The doctor walks into the room having already read the clinical brief. They know the patient's primary complaint. They know what follow-up questions the AI flagged as important. They know what patterns were identified.

This changes the consultation fundamentally. Instead of spending the first three minutes asking “So what brings you in today?” and writing down the answer, the doctor can begin with: “I see you have been experiencing lower back pain for three weeks, worse in the morning. Tell me more about how it affects your daily routine.”

The conversation starts deeper. The doctor spends less time gathering basic information and more time applying their clinical expertise to the nuances that matter.

The intake form does the data collection. The AI does the pattern matching. The doctor does the medicine. Each does what it is best at.

Step 4: Documentation

After the consultation, the doctor reviews and finalises their assessment. HealNote pre-populates a clinical note based on the intake data and the doctor's inputs during the visit.
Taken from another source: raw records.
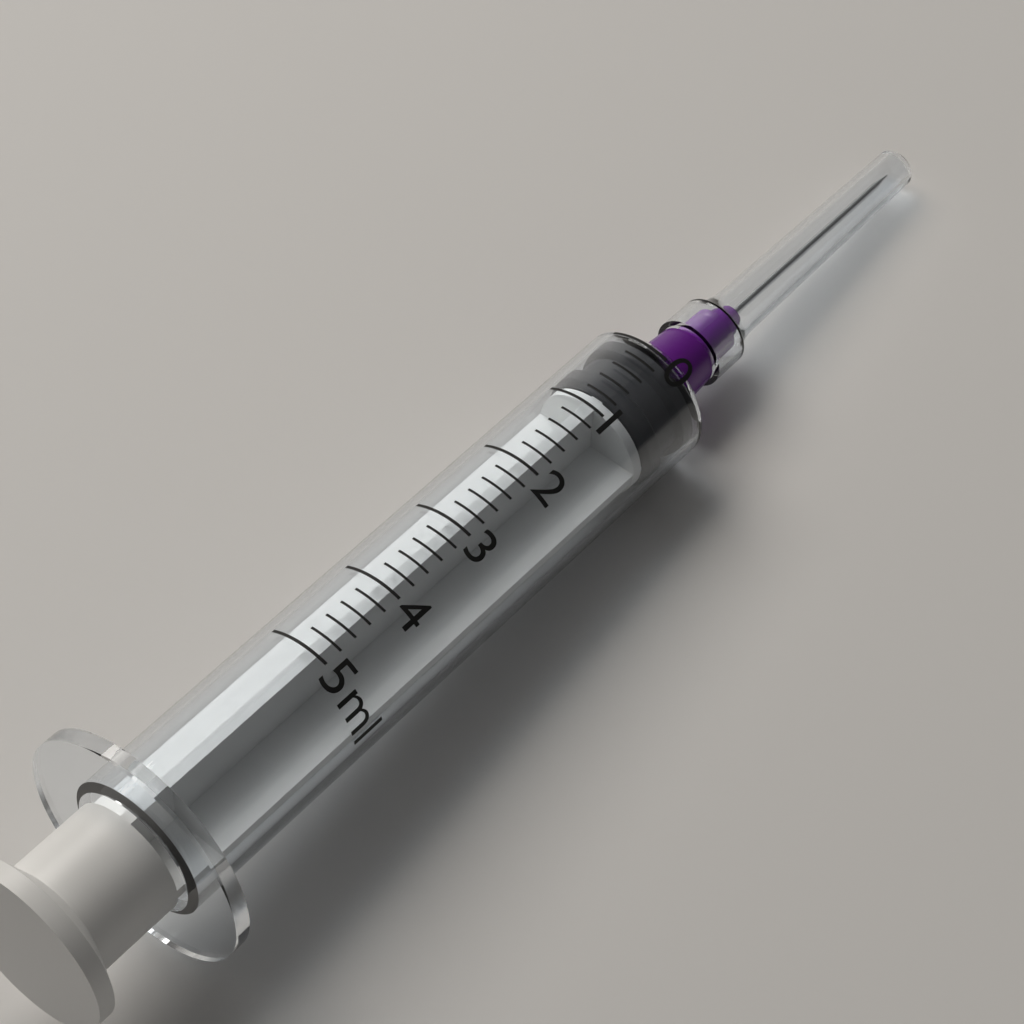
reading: 0.0 ml
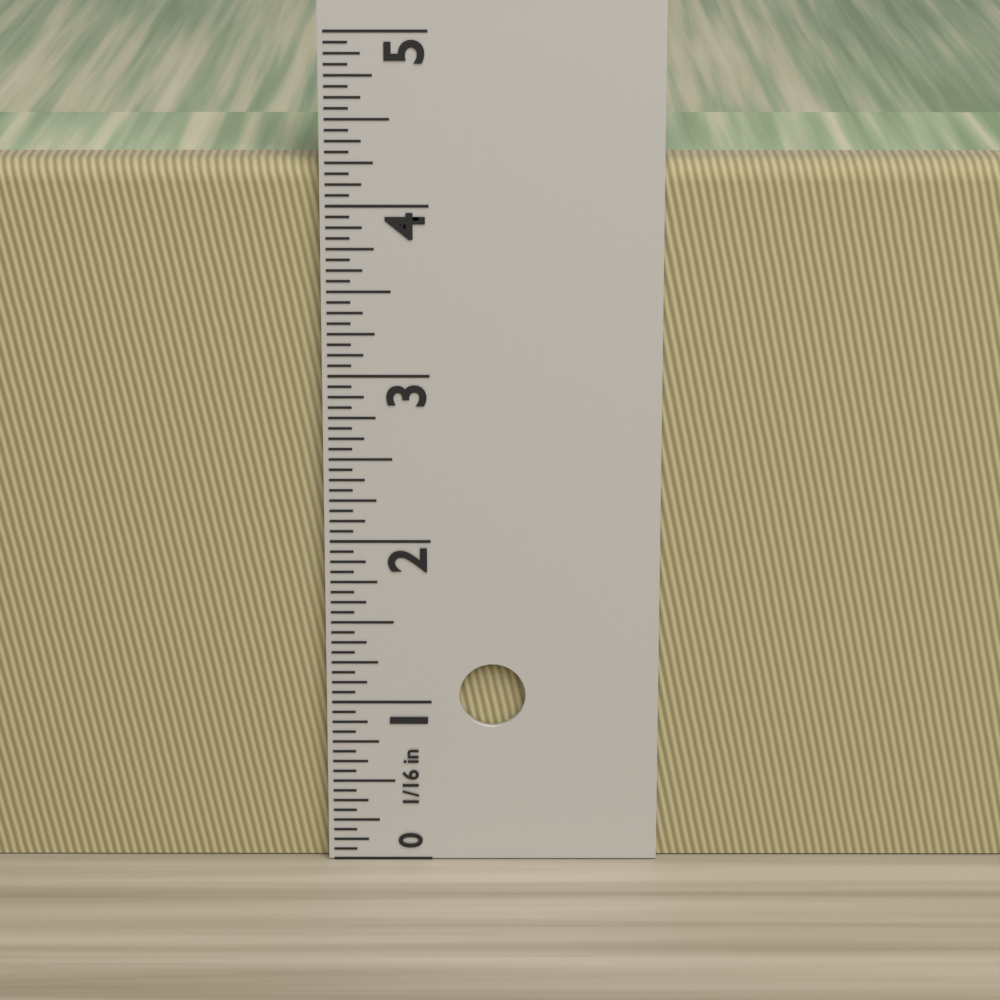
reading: 4.2500 in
The doctor edits, adds their clinical impression, and approves.

What used to take ten to fifteen minutes of post-visit documentation now takes two to three. The note is structured, searchable, and coded for future reference. It becomes part of the patient's longitudinal record, available for the next visit, the next doctor, the next AI analysis.

Step 5: The feedback loop

This is the part that most clinical AI systems miss entirely. After the consultation, the system compares the AI's initial analysis with the doctor's final assessment. Where did they align? Where did they diverge? What information gap, once filled by the doctor, changed the picture?

Over thousands of consultations, these comparisons create a feedback loop that makes the system progressively better. The intake forms learn which follow-up questions are most predictive. The clinical briefs learn which patterns doctors find most useful. The differential engine learns which suggestions are most often validated by clinical examination.

The system improves not because we retrain it on more data, but because it learns from the doctors who use it every day.

The result

From the patient's perspective, the experience feels seamless. They filled out a form on their phone. The doctor seemed unusually well-prepared. The consultation felt focused and unhurried. The whole visit took thirty minutes instead of ninety.

From the doctor's perspective, the morning was different. Instead of running behind schedule by 10am, they were on time. Instead of spending lunch catching up on documentation, they ate lunch. Instead of feeling like they were operating on autopilot, they felt like they practised medicine.


That is what we are building. Not an AI that replaces the clinic visit. An AI that makes the clinic visit what it was always supposed to be — a focused conversation between a skilled physician and a person who needs their help.